Thursday, September 18, 2008

Hippo CONTROVERSY!


There's been talk in the U.S. presidential race about "phony outrage." I'm curious, does today's Hatchet editorial calling the University "heavy-handed" for phasing out the hippo resonate as a real controversy for folks?

Some specific parts that caught my eye:
The University's eventual removal of the hippo, a mascot students love and embrace, is a heavy-handed, unilateral and poorly defended move that should be seriously reconsidered.
Do you actually love the hippo?
Students have embraced the hippo as representative of the more whimsical side of the University. On a campus populated with BlackBerrys and suits, the hippo grounds us and keeps our college image lighthearted.
Is there really a whimsical side and non-whimsical side of GW? (And if anything represented pure whim, is the hippo a better example than, say, random Greco-Roman structures near the Gelman library?)
What the administration should realize is that the hippo is GW's most distinctive brand.
Seriously?!?

When I think about Georgetown, I don't think about the Hoya--I think about a good school, the one that Bill Clinton went to. If I was neutral in this "controversy," learning that the hippo is GW's most distinctive brand might actually be the strongest argument for ditching it.

9 comments:

Anonymous said...

Never really thought much about it.

Anonymous said...

I think your personal opinion leaves little room to actually debate -- many people feel passionately for the Hippo and what it stands for.

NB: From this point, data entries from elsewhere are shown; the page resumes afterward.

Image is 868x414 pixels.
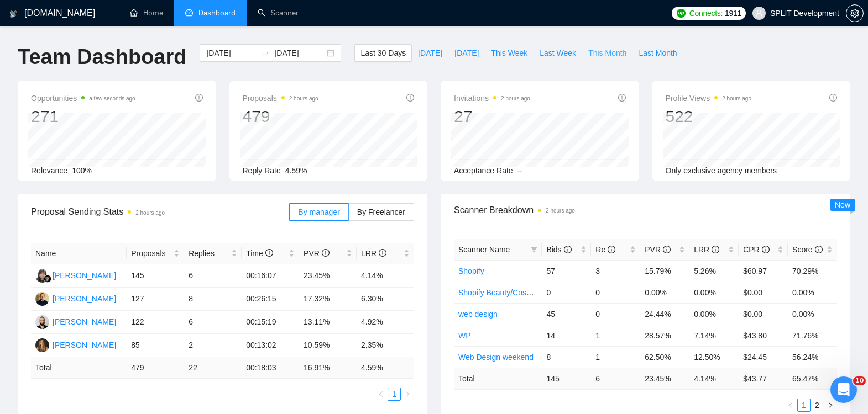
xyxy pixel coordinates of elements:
[540,47,576,59] span: Last Week
[17,44,186,70] h1: Team Dashboard
[739,347,788,368] td: $24.45
[356,358,414,379] td: 4.59 %
[458,353,533,362] a: Web Design weekend
[355,44,412,62] button: Last 30 Days
[591,325,640,347] td: 1
[31,205,289,219] span: Proposal Sending Stats
[378,391,384,398] span: left
[788,347,837,368] td: 56.24%
[265,249,273,257] span: info-circle
[418,47,442,59] span: [DATE]
[739,325,788,347] td: $43.80
[458,332,470,340] a: WP
[131,247,171,259] span: Proposals
[693,245,719,254] span: LRR
[546,245,571,254] span: Bids
[853,377,866,385] span: 10
[784,399,797,412] button: left
[591,303,640,325] td: 0
[36,316,49,329] img: BC
[542,368,591,389] td: 145
[689,282,739,303] td: 0.00%
[458,266,484,276] a: Shopify
[36,340,116,349] a: NK[PERSON_NAME]
[289,96,318,102] time: 2 hours ago
[243,106,318,127] div: 479
[542,260,591,282] td: 57
[762,246,770,254] span: info-circle
[595,245,615,254] span: Re
[356,265,414,288] td: 4.14%
[722,96,751,102] time: 2 hours ago
[666,106,751,127] div: 522
[52,339,116,351] div: [PERSON_NAME]
[455,47,478,59] span: [DATE]
[640,347,689,368] td: 62.50%
[412,44,448,62] button: [DATE]
[31,106,136,127] div: 271
[127,358,184,379] td: 479
[454,368,542,389] td: Total
[299,311,356,334] td: 13.11%
[241,288,299,311] td: 00:26:15
[846,9,863,17] a: setting
[542,282,591,303] td: 0
[644,245,670,254] span: PVR
[739,282,788,303] td: $0.00
[454,167,513,175] span: Acceptance Rate
[127,265,184,288] td: 145
[632,44,682,62] button: Last Month
[127,288,184,311] td: 127
[275,47,325,59] input: End date
[564,246,571,254] span: info-circle
[241,358,299,379] td: 00:18:03
[31,167,67,175] span: Relevance
[797,399,810,412] li: 1
[787,402,793,408] span: left
[31,92,136,105] span: Opportunities
[374,388,387,401] button: left
[321,249,329,257] span: info-circle
[533,44,582,62] button: Last Week
[130,8,163,17] a: homeHome
[591,368,640,389] td: 6
[387,388,401,401] li: 1
[788,303,837,325] td: 0.00%
[374,388,387,401] li: Previous Page
[640,282,689,303] td: 0.00%
[185,9,193,17] span: dashboard
[184,358,241,379] td: 22
[303,249,329,258] span: PVR
[36,270,116,279] a: VN[PERSON_NAME]
[89,96,135,102] time: a few seconds ago
[689,325,739,347] td: 7.14%
[44,275,52,283] img: gigradar-bm.png
[36,317,116,326] a: BC[PERSON_NAME]
[299,334,356,358] td: 10.59%
[184,334,241,358] td: 2
[195,94,203,102] span: info-circle
[788,260,837,282] td: 70.29%
[739,303,788,325] td: $0.00
[542,347,591,368] td: 8
[582,44,632,62] button: This Month
[360,47,405,59] span: Last 30 Days
[184,311,241,334] td: 6
[258,8,298,17] a: searchScanner
[677,9,686,17] img: upwork-logo.png
[52,293,116,305] div: [PERSON_NAME]
[356,334,414,358] td: 2.35%
[528,241,540,258] span: filter
[127,334,184,358] td: 85
[608,246,615,254] span: info-circle
[491,47,528,59] span: This Week
[663,246,670,254] span: info-circle
[739,368,788,389] td: $ 43.77
[712,246,719,254] span: info-circle
[824,399,837,412] button: right
[755,10,762,17] span: user
[827,402,833,408] span: right
[689,303,739,325] td: 0.00%
[788,325,837,347] td: 71.76%
[640,260,689,282] td: 15.79%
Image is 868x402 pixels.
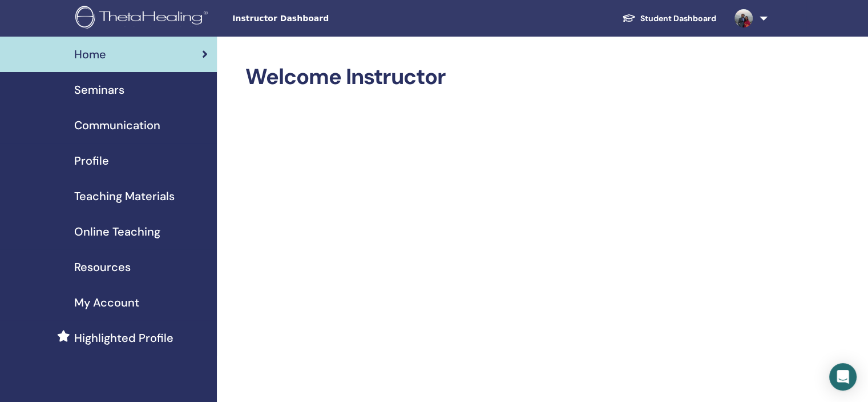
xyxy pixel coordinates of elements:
[74,46,106,63] span: Home
[74,258,130,275] span: Resources
[613,8,725,29] a: Student Dashboard
[622,13,636,23] img: graduation-cap-white.svg
[75,5,212,31] img: logo.png
[74,187,175,204] span: Teaching Materials
[74,329,174,346] span: Highlighted Profile
[74,294,139,311] span: My Account
[74,116,160,134] span: Communication
[735,9,753,28] img: default.jpg
[829,363,856,390] div: Open Intercom Messenger
[74,223,160,240] span: Online Teaching
[232,12,403,25] span: Instructor Dashboard
[74,81,124,99] span: Seminars
[74,152,109,169] span: Profile
[246,64,765,91] h2: Welcome Instructor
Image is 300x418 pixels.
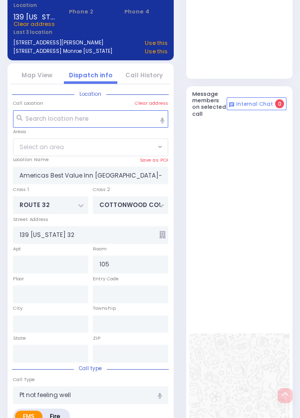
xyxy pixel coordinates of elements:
a: [STREET_ADDRESS] Monroe [US_STATE] [13,47,112,56]
input: Search location here [13,110,169,128]
label: ZIP [93,335,100,342]
span: Other building occupants [159,231,166,238]
label: Location Name [13,156,49,163]
label: Clear address [135,100,168,107]
a: Map View [21,71,52,79]
label: Cross 1 [13,186,29,193]
label: Location [13,1,56,9]
label: Entry Code [93,275,119,282]
a: Call History [125,71,163,79]
span: Internal Chat [236,101,273,108]
label: Last 3 location [13,28,90,36]
span: Clear address [13,20,55,28]
img: comment-alt.png [229,102,234,107]
label: Areas [13,128,26,135]
span: Call type [74,365,107,372]
span: 139 [US_STATE] 32 [13,12,56,20]
span: Phone 4 [124,7,167,16]
label: Township [93,305,116,312]
label: Cross 2 [93,186,110,193]
label: City [13,305,22,312]
button: Internal Chat 0 [226,97,286,110]
h5: Message members on selected call [192,91,226,117]
span: Phone 2 [69,7,112,16]
a: Use this [145,39,168,47]
a: Dispatch info [69,71,112,79]
a: Use this [145,47,168,56]
a: [STREET_ADDRESS][PERSON_NAME] [13,39,103,47]
label: Floor [13,275,24,282]
label: State [13,335,26,342]
label: Save as POI [140,157,168,164]
label: Call Location [13,100,43,107]
label: Call Type [13,376,35,383]
label: Room [93,245,107,252]
label: Apt [13,245,21,252]
span: 0 [275,99,284,108]
label: Street Address [13,216,48,223]
span: Select an area [19,143,64,152]
span: Location [74,90,106,98]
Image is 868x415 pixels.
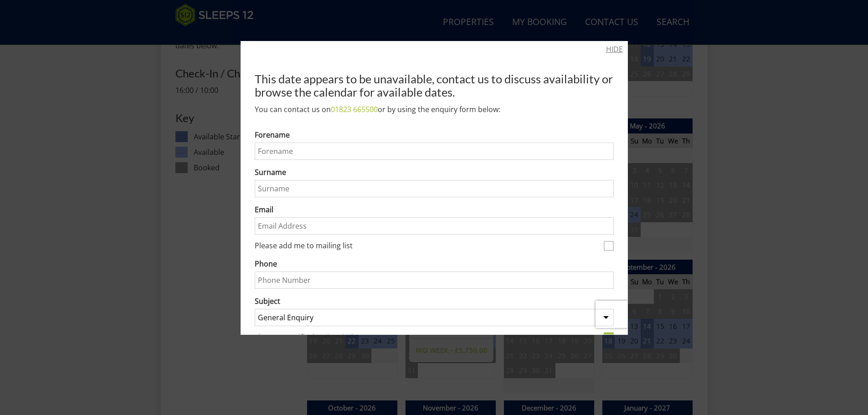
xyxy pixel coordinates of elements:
label: I have a specific date in mind [255,333,600,343]
input: Email Address [255,217,614,235]
a: 01823 665500 [331,104,378,114]
label: Forename [255,129,614,140]
label: Email [255,204,614,215]
input: Surname [255,180,614,197]
label: Surname [255,167,614,178]
label: Subject [255,295,614,307]
label: Phone [255,258,614,269]
input: Forename [255,142,614,160]
h2: This date appears to be unavailable, contact us to discuss availability or browse the calendar fo... [255,72,614,98]
p: You can contact us on or by using the enquiry form below: [255,104,614,115]
label: Please add me to mailing list [255,242,600,251]
iframe: reCAPTCHA [596,300,712,328]
input: Phone Number [255,271,614,289]
a: HIDE [606,44,623,55]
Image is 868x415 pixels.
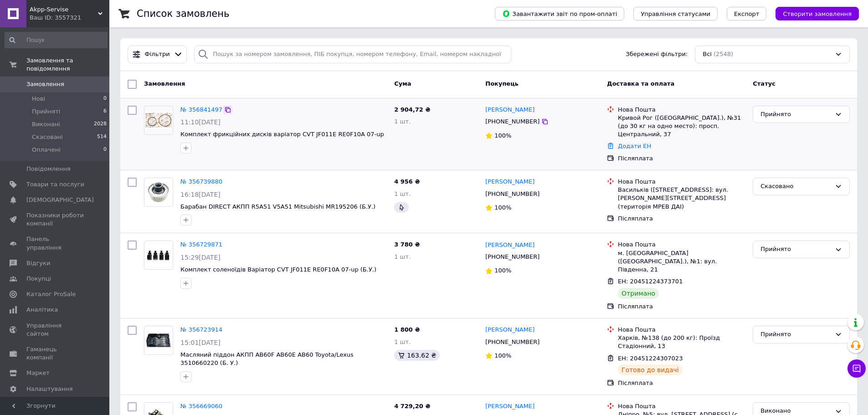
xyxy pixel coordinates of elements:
[760,329,831,339] div: Прийнято
[180,351,354,366] a: Масляний піддон АКПП AB60F AB60E AB60 Toyota/Lexus 3510660220 (Б. У.)
[618,178,746,186] div: Нова Пошта
[394,190,410,198] span: 1 шт.
[94,120,106,129] span: 2028
[103,94,106,103] span: 0
[5,32,107,48] input: Пошук
[394,253,410,260] span: 1 шт.
[32,146,61,154] span: Оплачені
[103,146,106,154] span: 0
[394,106,430,113] span: 2 904,72 ₴
[775,7,858,21] button: Створити замовлення
[618,277,682,285] span: ЕН: 20451224373701
[394,80,411,87] span: Cума
[180,130,384,138] a: Комплект фрикційних дисків варіатор CVT JF011E RE0F10A 07-up
[494,7,624,21] button: Завантажити звіт по пром-оплаті
[618,214,746,222] div: Післяплата
[502,10,617,18] span: Завантажити звіт по пром-оплаті
[618,142,651,150] a: Додати ЕН
[494,204,511,211] span: 100%
[782,10,851,18] span: Створити замовлення
[26,305,58,313] span: Аналітика
[137,8,229,19] h1: Список замовлень
[618,114,746,139] div: Кривой Рог ([GEOGRAPHIC_DATA].), №31 (до 30 кг на одно место): просп. Центральний, 37
[26,259,50,267] span: Відгуки
[180,241,222,248] a: № 356729871
[144,106,173,135] a: Фото товару
[103,107,106,116] span: 6
[394,178,419,185] span: 4 956 ₴
[180,178,222,185] a: № 356739880
[618,106,746,114] div: Нова Пошта
[766,10,858,17] a: Створити замовлення
[483,251,541,263] div: [PHONE_NUMBER]
[30,14,110,22] div: Ваш ID: 3557321
[32,120,60,129] span: Виконані
[760,182,831,191] div: Скасовано
[146,178,170,206] img: Фото товару
[485,178,534,186] a: [PERSON_NAME]
[26,290,76,298] span: Каталог ProSale
[32,133,63,142] span: Скасовані
[618,365,682,375] div: Готово до видачі
[180,253,221,261] span: 15:29[DATE]
[145,330,173,350] img: Фото товару
[26,274,51,283] span: Покупці
[32,94,45,103] span: Нові
[702,50,711,58] span: Всі
[26,235,84,251] span: Панель управління
[618,333,746,350] div: Харків, №138 (до 200 кг): Проїзд Стадіонний, 13
[180,106,222,113] a: № 356841497
[494,352,511,359] span: 100%
[144,325,173,355] a: Фото товару
[485,80,518,87] span: Покупець
[145,50,170,58] span: Фільтри
[26,345,84,361] span: Гаманець компанії
[145,112,173,129] img: Фото товару
[618,325,746,333] div: Нова Пошта
[26,180,84,189] span: Товари та послуги
[26,165,70,173] span: Повідомлення
[618,186,746,211] div: Васильків ([STREET_ADDRESS]: вул. [PERSON_NAME][STREET_ADDRESS] (територія МРЕВ ДАІ)
[483,116,541,127] div: [PHONE_NUMBER]
[618,355,682,361] span: ЕН: 20451224307023
[485,325,534,334] a: [PERSON_NAME]
[485,402,534,411] a: [PERSON_NAME]
[483,188,541,200] div: [PHONE_NUMBER]
[618,302,746,310] div: Післяплата
[760,110,831,119] div: Прийнято
[194,46,511,63] input: Пошук за номером замовлення, ПІБ покупця, номером телефону, Email, номером накладної
[726,7,766,21] button: Експорт
[394,326,419,333] span: 1 800 ₴
[180,203,375,210] a: Барабан DIRECT АКПП R5A51 V5A51 Mitsubishi MR195206 (Б.У.)
[97,133,106,142] span: 514
[618,379,746,387] div: Післяплата
[26,57,110,73] span: Замовлення та повідомлення
[494,132,511,139] span: 100%
[180,339,221,346] span: 15:01[DATE]
[760,245,831,254] div: Прийнято
[180,118,221,126] span: 11:10[DATE]
[30,6,98,14] span: Akpp-Servise
[180,402,222,409] a: № 356669060
[618,402,746,410] div: Нова Пошта
[26,80,64,88] span: Замовлення
[494,267,511,273] span: 100%
[144,178,173,207] a: Фото товару
[32,107,60,116] span: Прийняті
[485,106,534,114] a: [PERSON_NAME]
[641,10,710,18] span: Управління статусами
[394,241,419,248] span: 3 780 ₴
[394,402,430,409] span: 4 729,20 ₴
[180,266,376,273] a: Комплект соленоїдів Варіатор CVT JF011E RE0F10A 07-up (Б.У.)
[626,50,687,58] span: Збережені фільтри:
[180,191,221,198] span: 16:18[DATE]
[734,10,759,18] span: Експорт
[394,349,439,361] div: 163.62 ₴
[847,359,866,377] button: Чат з покупцем
[394,118,410,125] span: 1 шт.
[26,211,84,228] span: Показники роботи компанії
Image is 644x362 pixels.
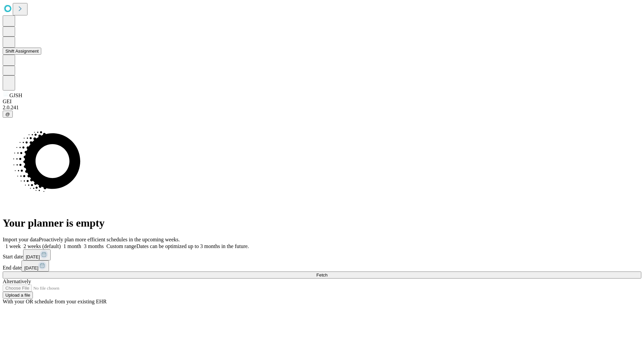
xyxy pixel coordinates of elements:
[3,299,107,304] span: With your OR schedule from your existing EHR
[6,112,10,117] span: @
[316,273,327,278] span: Fetch
[3,111,13,118] button: @
[3,271,641,279] button: Fetch
[3,237,39,243] span: Import your data
[84,243,104,249] span: 3 months
[3,48,41,54] button: Shift Assignment
[136,243,249,249] span: Dates can be optimized up to 3 months in the future.
[106,243,136,249] span: Custom range
[39,237,179,243] span: Proactively plan more efficient schedules in the upcoming weeks.
[6,243,21,249] span: 1 week
[3,249,641,261] div: Start date
[3,104,641,111] div: 2.0.241
[26,254,40,259] span: [DATE]
[63,243,81,249] span: 1 month
[3,292,33,299] button: Upload a file
[23,249,51,261] button: [DATE]
[3,217,641,229] h1: Your planner is empty
[21,261,49,271] button: [DATE]
[9,93,22,98] span: GJSH
[3,99,641,104] div: GEI
[24,243,61,249] span: 2 weeks (default)
[3,279,31,284] span: Alternatively
[3,261,641,271] div: End date
[24,266,38,271] span: [DATE]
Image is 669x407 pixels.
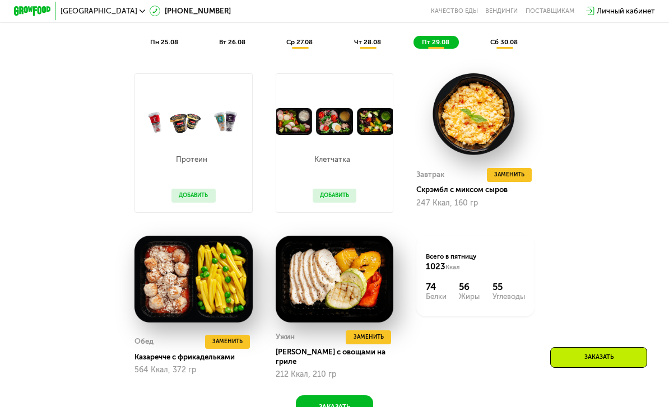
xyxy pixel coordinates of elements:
[416,168,444,182] div: Завтрак
[205,335,250,349] button: Заменить
[354,38,381,46] span: чт 28.08
[550,347,647,368] div: Заказать
[459,293,479,300] div: Жиры
[275,330,295,344] div: Ужин
[426,252,525,272] div: Всего в пятницу
[312,156,352,163] p: Клетчатка
[275,370,393,379] div: 212 Ккал, 210 гр
[490,38,517,46] span: сб 30.08
[416,199,534,208] div: 247 Ккал, 160 гр
[445,263,460,271] span: Ккал
[459,282,479,293] div: 56
[525,7,574,15] div: поставщикам
[426,293,446,300] div: Белки
[345,330,391,344] button: Заменить
[422,38,449,46] span: пт 29.08
[212,337,242,347] span: Заменить
[353,333,384,342] span: Заменить
[286,38,312,46] span: ср 27.08
[431,7,478,15] a: Качество еды
[485,7,517,15] a: Вендинги
[596,6,655,17] div: Личный кабинет
[426,282,446,293] div: 74
[150,38,178,46] span: пн 25.08
[219,38,245,46] span: вт 26.08
[275,348,400,366] div: [PERSON_NAME] с овощами на гриле
[134,335,153,349] div: Обед
[492,282,525,293] div: 55
[426,261,445,272] span: 1023
[60,7,137,15] span: [GEOGRAPHIC_DATA]
[494,170,524,180] span: Заменить
[171,189,216,203] button: Добавить
[134,353,259,362] div: Казаречче с фрикадельками
[492,293,525,300] div: Углеводы
[416,185,541,195] div: Скрэмбл с миксом сыров
[312,189,357,203] button: Добавить
[171,156,211,163] p: Протеин
[134,366,252,375] div: 564 Ккал, 372 гр
[487,168,532,182] button: Заменить
[149,6,231,17] a: [PHONE_NUMBER]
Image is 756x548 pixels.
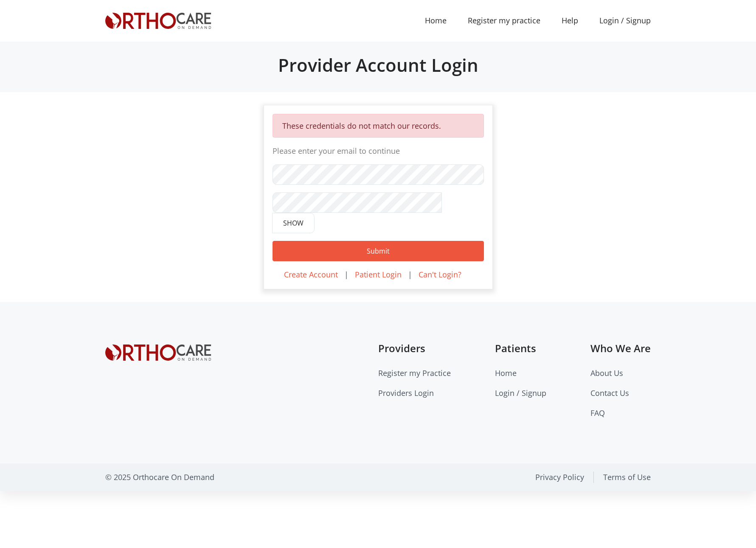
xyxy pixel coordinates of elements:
[272,241,484,261] button: Submit
[105,344,211,361] img: Orthocare
[419,269,461,280] a: Can't Login?
[378,368,451,378] a: Register my Practice
[590,342,650,355] h5: Who We Are
[603,472,650,482] a: Terms of Use
[495,388,546,398] a: Login / Signup
[551,11,589,30] a: Help
[495,342,546,355] h5: Patients
[355,269,401,280] a: Patient Login
[105,471,214,483] p: © 2025 Orthocare On Demand
[495,368,517,378] a: Home
[457,11,551,30] a: Register my practice
[344,269,349,280] span: |
[414,11,457,30] a: Home
[590,388,629,398] a: Contact Us
[408,269,412,280] span: |
[105,55,650,76] h2: Provider Account Login
[272,114,484,137] div: These credentials do not match our records.
[378,388,434,398] a: Providers Login
[590,408,605,418] a: FAQ
[378,342,451,355] h5: Providers
[589,15,661,26] a: Login / Signup
[272,213,315,233] button: SHOW
[590,368,623,378] a: About Us
[535,472,584,482] a: Privacy Policy
[284,269,338,280] a: Create Account
[272,145,484,157] p: Please enter your email to continue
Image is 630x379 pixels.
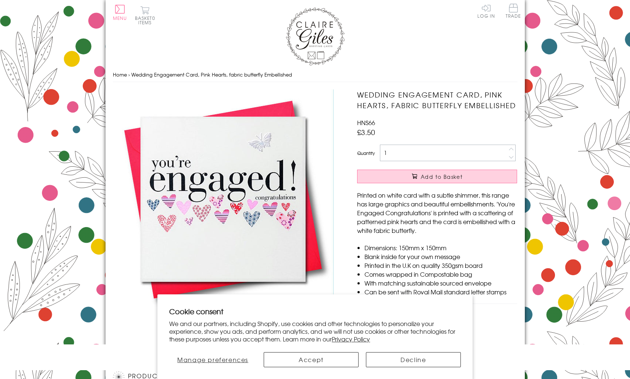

As an academic blogger, you've epitomized the worst of the online experience. Nice. Atleast the Hatchet or the Colonialist aren't so subjective as to completely squelch any other debate.

Phony outrage my a##. What kind of pulpit do you stand on to trivalize my opinion?

Anonymous said...

The hippo rules! Don't lose it, GW.

AdamGreen said...

Anonymous #2...

I pretty clear expressed my skepticism that this is a huge outrage for students, but leave the door open to being wrong, and ask folks for their opinion.

Sounds like your asking me to hide the ball on my skepticism? But why do that? Especially when it's the underpinning for my entire question.

If you think it's an outrage, by all means say why. No need to shoot the questioner.

Anonymous said...

I'm less angry about the actual removal of the hippo than the way the administration did this (has been doing it!) without even saying anything. That's the real outrage, I think.

Anonymous said...

The Hippo is the only good mascot we've got. The Colonials do suck, they're neither intimidating nor do they mean much to me personally. The Hippo, on the other hand, has an actual traditional foundation at GW that everyone loves to hear about. I actually am really outraged that they're doing this, and I think that if they don't have the rights for it, the better idea would be to get the rights, or make it our official mascot. Everyone complains that there is no "tradition" or "history" on our campus. Way to go GW for getting rid of one of the few things that did.

Anonymous said...

Pretty miserable summary of the editorial in my opinion. This blog really does a great job of basically opposing everything the Hatchet says with little debate outside of that. I know The Hatchet blows, but this is just plain silly. You sound ridiculous.

That being said, I definitely agree with the other poster concerning the fact that the administration basically did this without any consultation.

Sure, it's a Hippo. Yes, it's just a mascot. But it represents a story, something whimsical (yes, it's possible to look up from your Blackberry and see the lighter side).

To the person who wrote that those concerned whine too much: Sure, our bosses won't care what mascot we had or what we found funny or special about our university. But if you're applying on that basis, you're pretty *%@%ed anyway. Stories like this represent memories we hold personally long after our first job. Just a thought.

Anonymous said...

I just talked to the administration and I learned that the Hatchet story was a lie. The university said they couldn't trademark the Hippo but they never said it was going away. In fact they said it would be back stronger this year and now at more basketball games.

Anonymous said...

Just because the university says it isn't axing the hippo doesn't mean the Hatchet lied. As a professional journalist, I see this shit all the time. You publish someone that make an institution look dumb... they change course... and then they say YOU were lying all along.

I have emails I can sure with you from the office of the university president... at the start of the day they said they were "blindsided" by the decision, and then by about 5 p.m. they said the story was inaccurate.